After returning from Kutch, Tyabji, whose personal style then was about motorbike helmets and textiles, worked as a buyer and merchandiser for Taj Khazana, the store known for finely curated Indian arts and crafts, at New Delhi’s Taj Hotel on Man Singh Road. “A small logistics issue about the Assam state emporium not being able to supply handmade cane baskets to the city-based Taj Khazana propelled the Dastkar idea. That rural craftspeople needed new and commercially viable markets and a bridge to meet their customers and sell directly to them,” she says. The first Dastkar crafts bazaar was held at the Triveni Kala Sangam in New Delhi in 1981.

Mapping the personal and creative direction for craftspeople, forming a link between them and their city buyers, and doggedly working on design issues, pricing, sizing and policy changes for the evolution of the crafts sector as a business model could sum up Tyabji’s work at Dastkar. “They are skilled professionals and should not be treated as downtrodden or as relics as they often are,” insists Tyabji, who has also been associated with Sewa (the Self Employed Women’s Association) of Lucknow. Designer Aneeth Arora of péro, who has been following Tyabji’s work for the last 10 years, says this assimilation of crafts and textiles at Nature Bazaars helps her tremendously as a designer keen on textile exploration and use. The bazaars, feels Arora, are research centres to understand innovation and locate weavers to work with from different regions.
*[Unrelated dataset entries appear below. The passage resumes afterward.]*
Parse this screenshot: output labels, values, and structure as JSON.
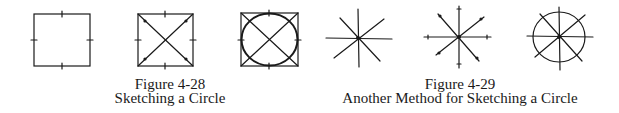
{
  "figures": [
    {
      "id": "figure-4-28",
      "number": "Figure 4-28",
      "title": "Sketching a Circle",
      "steps": [
        "square-with-midpoint-ticks",
        "square-with-diagonals",
        "circle-inscribed-in-square"
      ]
    },
    {
      "id": "figure-4-29",
      "number": "Figure 4-29",
      "title": "Another Method for Sketching a Circle",
      "steps": [
        "eight-radial-lines",
        "radial-lines-with-radius-marks",
        "circle-through-radius-marks"
      ]
    }
  ],
  "colors": {
    "ink": "#1a1a1a",
    "background": "#ffffff"
  }
}
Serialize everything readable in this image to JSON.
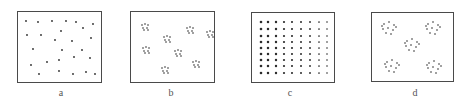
{
  "figure": {
    "dot_color": "#2b2b2b",
    "frame_color": "#4a4a4a",
    "panels": [
      {
        "id": "a",
        "label": "a",
        "pattern": "random",
        "frame": {
          "x": 17,
          "y": 11,
          "w": 85,
          "h": 72
        },
        "label_pos": {
          "x": 51,
          "y": 87
        },
        "dot_r": 0.9,
        "dots": [
          [
            8,
            9
          ],
          [
            20,
            10
          ],
          [
            34,
            9
          ],
          [
            48,
            9
          ],
          [
            58,
            10
          ],
          [
            75,
            12
          ],
          [
            65,
            16
          ],
          [
            43,
            19
          ],
          [
            9,
            23
          ],
          [
            23,
            23
          ],
          [
            37,
            28
          ],
          [
            54,
            29
          ],
          [
            73,
            26
          ],
          [
            15,
            37
          ],
          [
            44,
            38
          ],
          [
            64,
            38
          ],
          [
            56,
            45
          ],
          [
            72,
            46
          ],
          [
            41,
            48
          ],
          [
            13,
            53
          ],
          [
            29,
            50
          ],
          [
            41,
            59
          ],
          [
            68,
            60
          ],
          [
            21,
            62
          ],
          [
            55,
            62
          ],
          [
            77,
            62
          ]
        ]
      },
      {
        "id": "b",
        "label": "b",
        "pattern": "clustered-small",
        "frame": {
          "x": 130,
          "y": 11,
          "w": 85,
          "h": 72
        },
        "label_pos": {
          "x": 161,
          "y": 87
        },
        "dot_r": 0.8,
        "clusters": [
          [
            14,
            15
          ],
          [
            59,
            18
          ],
          [
            79,
            22
          ],
          [
            36,
            27
          ],
          [
            15,
            38
          ],
          [
            47,
            41
          ],
          [
            65,
            52
          ],
          [
            34,
            58
          ]
        ],
        "cluster_offsets": [
          [
            -3,
            -2
          ],
          [
            0,
            -3
          ],
          [
            3,
            -2
          ],
          [
            -2,
            1
          ],
          [
            2,
            1
          ],
          [
            -1,
            3
          ],
          [
            3,
            3
          ]
        ]
      },
      {
        "id": "c",
        "label": "c",
        "pattern": "uniform-grid",
        "frame": {
          "x": 251,
          "y": 12,
          "w": 84,
          "h": 71
        },
        "label_pos": {
          "x": 280,
          "y": 87
        },
        "grid": {
          "cols": [
            9,
            16,
            24,
            32,
            40,
            49,
            58,
            67,
            75
          ],
          "rows": [
            9,
            16,
            23,
            29,
            35,
            41,
            47,
            53,
            60
          ]
        },
        "dot_r_left": 1.3,
        "dot_r_right": 0.8
      },
      {
        "id": "d",
        "label": "d",
        "pattern": "clustered-large",
        "frame": {
          "x": 371,
          "y": 12,
          "w": 83,
          "h": 70
        },
        "label_pos": {
          "x": 405,
          "y": 87
        },
        "dot_r": 0.8,
        "clusters": [
          [
            17,
            15
          ],
          [
            61,
            15
          ],
          [
            40,
            32
          ],
          [
            20,
            53
          ],
          [
            62,
            54
          ]
        ],
        "cluster_offsets": [
          [
            -5,
            -4
          ],
          [
            0,
            -6
          ],
          [
            5,
            -3
          ],
          [
            -6,
            1
          ],
          [
            -1,
            0
          ],
          [
            4,
            2
          ],
          [
            -3,
            5
          ],
          [
            2,
            6
          ],
          [
            7,
            -1
          ],
          [
            -7,
            -2
          ]
        ]
      }
    ]
  }
}
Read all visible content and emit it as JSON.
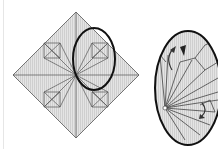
{
  "figure": {
    "panels": [
      {
        "id": "crease-pattern",
        "description": "Square crease pattern rotated 45 degrees with highlight ellipse"
      },
      {
        "id": "detail-view",
        "description": "Enlarged elliptical detail of folded flap with arrows"
      }
    ],
    "colors": {
      "paper": "#d9d9d9",
      "line": "#555555",
      "highlight": "#111111",
      "background": "#ffffff"
    }
  }
}
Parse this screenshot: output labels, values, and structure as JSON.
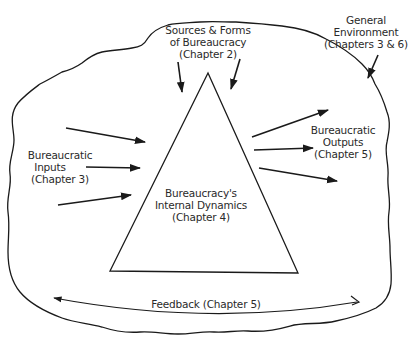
{
  "diagram": {
    "type": "conceptual-model",
    "colors": {
      "ink": "#1a1a1a",
      "text": "#2a2a2a",
      "background": "#ffffff"
    },
    "labels": {
      "sources": {
        "lines": [
          "Sources & Forms",
          "of Bureaucracy",
          "(Chapter 2)"
        ]
      },
      "environment": {
        "lines": [
          "General",
          "Environment",
          "(Chapters 3 & 6)"
        ]
      },
      "inputs": {
        "lines": [
          "Bureaucratic",
          "Inputs",
          "(Chapter 3)"
        ]
      },
      "internal": {
        "lines": [
          "Bureaucracy's",
          "Internal Dynamics",
          "(Chapter 4)"
        ]
      },
      "outputs": {
        "lines": [
          "Bureaucratic",
          "Outputs",
          "(Chapter 5)"
        ]
      },
      "feedback": {
        "text": "Feedback (Chapter 5)"
      }
    },
    "nodes": [
      {
        "id": "environment",
        "shape": "irregular-blob",
        "label": "General Environment (Chapters 3 & 6)"
      },
      {
        "id": "bureaucracy",
        "shape": "triangle",
        "label": "Bureaucracy's Internal Dynamics (Chapter 4)"
      }
    ],
    "edges": [
      {
        "from": "Sources & Forms of Bureaucracy",
        "to": "bureaucracy",
        "count": 2
      },
      {
        "from": "Bureaucratic Inputs",
        "to": "bureaucracy",
        "count": 3
      },
      {
        "from": "bureaucracy",
        "to": "Bureaucratic Outputs",
        "count": 3
      },
      {
        "from": "General Environment label",
        "to": "environment",
        "count": 1
      },
      {
        "from": "outputs side",
        "to": "inputs side",
        "label": "Feedback (Chapter 5)"
      }
    ]
  }
}
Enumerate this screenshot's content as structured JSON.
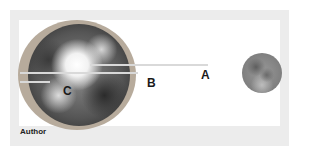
{
  "diagram": {
    "labels": {
      "a": "A",
      "b": "B",
      "c": "C"
    },
    "credit": "Author",
    "objects": {
      "earth": "earth-with-atmosphere",
      "moon": "full-moon"
    },
    "colors": {
      "frame": "#ececec",
      "panel": "#ffffff",
      "atmosphere": "#b7ab9c",
      "line": "#d9d9d9",
      "label": "#1a1a1a"
    }
  }
}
Tyabji’s path, though, is not always well-paved. Craftspeople are deeply conservative, averse to experimentation, nervous about newness. They don’t understand fast colours, form or financial management, she explains. “When you begin you are cocky and romantic, but craftspeople can also start misbehaving. Sometimes you put in so much work but what comes out is a mouse.”

 

That’s why she has always been a hands-on mentor. Till Tyabji turned 50 and decided to cut her hair short and only wear saris, thus creating the lasting image we have of her, she only wore clothes she had hand-stitched and hand-embroidered. In her closet hangs a fine collection of pherans, anarkalis and a variety of long kurtas with Lambani, Kutchi and Chikankari embroidery done by Tyabji—each piece stunning.

She still paints her toenails. And still hand-embroiders in her free time. She stopped wearing a watch 25 years ago, when she realized that being chronically punctual while working in rural India, where time was a flexible concept, was stressful. She is more nonchalantly stylish than ever before. Short, salted hair, handloom saris, Kolhapuri chappals, kohl-lined eyes, jewellery that is distinctive but never too craftsy, Tyabji cuts a tall figure on India’s “most stylish” lists.

“Laila is knowledge-oriented, decisive and endlessly patient without using her personal influence to change the tide of things,” says Shelly Jain, personnel and programme head at Dastkar and Tyabji’s colleague of 17 years. Her home mirrors her; it is modern Indian without ethnic monstrosities for artefacts. And as its mistress, the only daughter among four siblings, she cooks, bakes, knits and sews enviably.

She admits she came close to getting married a few times but “shrank back” because she was never sure how she would feel 15 years down the line. She shrugs in her characteristic way even as her god-daughter Urvashi Kumari Singh comes up to hug her amma. “She is a fair, cool and sometimes irritable mom,” says Singh.

Is there a retirement age when the trajectory of Dastkar and its chairperson might move in different directions? “I have been trying to retire for the last five years, but haven’t been successful so far,” says Tyabji. That’s when a little emotion wells up—who on earth wants her to retire anyway.

“You can’t imagine Dastkar without Laila,” as Jain says.